AI Search Startup Perplexity Launches Ad Revenue-Sharing Program

It didn’t take extraordinary computational firepower to solve this problem. Money did the trick.

In an olive branch-extending move, AI-powered search engine startup Perplexity announced a revenue-sharing program on Tuesday with a handful of media companies that its web-summarizing chatbot may or may not be actively plagiarizing. 

Traffic Jam

Perplexity was among the first waves of startups promising to disrupt the search engine industry by offering users AI-generated summaries instead of the typical link-surfing — a service that has now, in typical Silicon Valley fashion, been mimicked by big boys like Google and OpenAI. In the process, Perplexity has run into a fair bit of trouble. Publishers, already wary of the service’s potential to systematically destroy crucial traffic derived from search results, noticed pretty quickly that Perplexity’s summaries looked all too familiar. The startup has faced accusations of plagiarism and legal threats from myriad voices, including Forbes, Condé Nast, and even Amazon.

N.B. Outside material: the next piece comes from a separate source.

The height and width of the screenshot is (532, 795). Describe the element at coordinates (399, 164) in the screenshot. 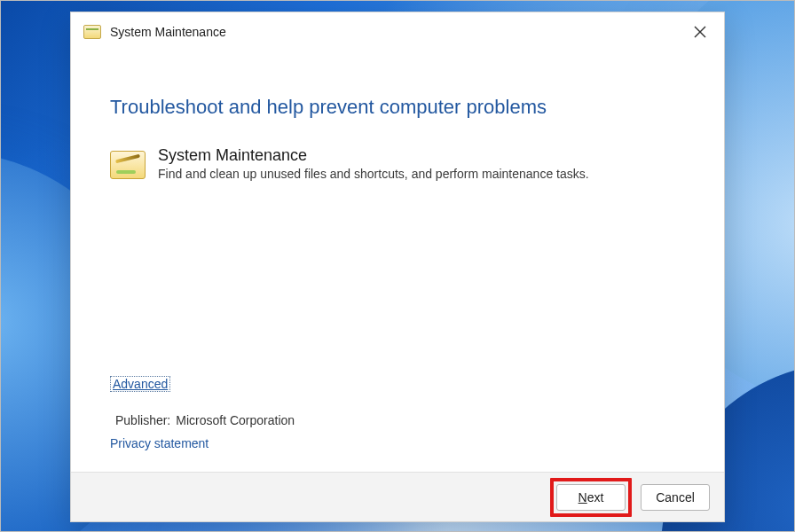

I see `troubleshooter-item: System Maintenance Find and clean up unu…` at that location.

The ad revenue-sharing program — headlined by partners like Fortune, Time, and WordPress.com — could help quell some dissent, and help publishers score a few much-needed pennies as tech giants continue to evolve the internet past them:

  • Perplexity’s program offers “a much better revenue split than Google, which is zero,” Matt Mullenweg, CEO of WordPress.com and Tumblr parent company Automattic, told The Verge.
  • According to some estimates, AI search summaries could soon eat away as much as 60% of the traffic publishers get from traditional search engines, obliterating billions in ad revenue in the process.

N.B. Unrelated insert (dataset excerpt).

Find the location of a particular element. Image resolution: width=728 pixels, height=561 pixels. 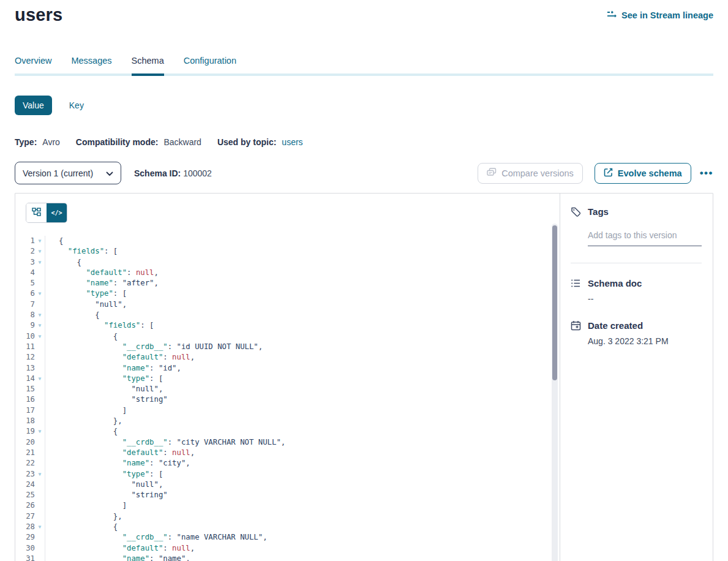

line-number: 13 is located at coordinates (25, 369).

Search and Destroy: A Perplexity spokesperson told The Verge that “the plan is to start introducing ads in September.” It could surely use the revenue. AI is incredibly expensive to run, and Perplexity, which has likely raised less than $500 million total, doesn’t have billions like its Big Tech competitors. That means it might not be able to beat Google — still slowly rolling out its competitor service — to the AI-search punch. And the internet as we know it may look a lot different on the other side.

In a recent appearance on the “Search Engine” podcast, veteran tech journalist and pundit Casey Newton said Google’s move to let AI summaries supplant traditional search results “essentially put[s] the web in a state of managed decline,” as the company makes the implicit argument that “the web was really useful for 25 years, but we don’t need it anymore. Because with generative AI, we’ll be able to tell you anything that the web would’ve told you, and you’re not even going to have to leave Google to get the information.” Meet the new search boss… 

Investments

Bill Ackman’s Pershing USA Officially Slashes IPO Fundraising Target to $2 Billion

Nothing Bill Ackman does is small or quiet. That includes his course corrections. 

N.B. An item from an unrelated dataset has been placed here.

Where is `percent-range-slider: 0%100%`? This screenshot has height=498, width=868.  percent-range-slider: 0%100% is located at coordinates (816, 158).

Ackman’s Pershing Square Capital Management announced Tuesday that its planned initial public offering for a US closed-end fund will raise $2 billion, or less than a tenth of the $25 billion he said it could raise earlier this month.

Keep a Closed Mind

Pershing Square USA, as the fund is to be named, will represent Ackman’s first new investment vehicle in 10 years, and expects to sell up to 40 million shares priced at $50 each, according to an SEC filing. But its closed-end structure raised concerns among big investors that Ackman’s initial $25 billion ambitions, which would have made for one of the biggest IPOs of all time, were aiming for Icarus-level heights.

That’s because closed-end funds — unlike open-end funds, which are traded directly through the investment company behind them — are traded on a stock exchange. While an open-end fund is usually redeemable at net asset value, a closed-end fund’s redeemable value is subject to the whims of the markets, like any other stock. And they have a record of trading at a discount, hence the concerns about flooding the market with a $25 billion raise. None of this means Pershing Square USA is unbowed:

  • Pershing Square Capital has put $500 million of its own money in the fund, with Ackman betting that retail traders will have an appetite for the listing, citing his social media “notoriety” and an offering that will mimic his hedge fund, which has a 16.5% annualized net return since launching in 2003, compared to the S&P 500’s 10%. “We believe that the most important factor for creating long-term value for Pershing Square Inc is not the size of the PSUS IPO, but how it trades in the market,” Ackman wrote last week.
  • A $2 billion fundraise in a closed-end fund structure is no small feat these days: There were zero new closed-end funds raised last year and only six in 2022. Underwriters including Citigroup Global Markets, UBS Securities, BofA Securities, and Jefferies have been given the option to buy an additional 6 million shares at the IPO price, which could add $300 million more to the fund.

If Past is Prologue: Pershing Square USA will begin trading on the NYSE on Aug. 6, but its parent hedge fund already has a closed-end fund trading in Europe. Pershing Square Holdings, listed in Amsterdam with a market cap of $10.4 billion, traded at just over a 20% discount of its net asset value and was up 6.4% this year as of July 23, according to the fund’s website. That’s well behind the S&P 500’s 14% return.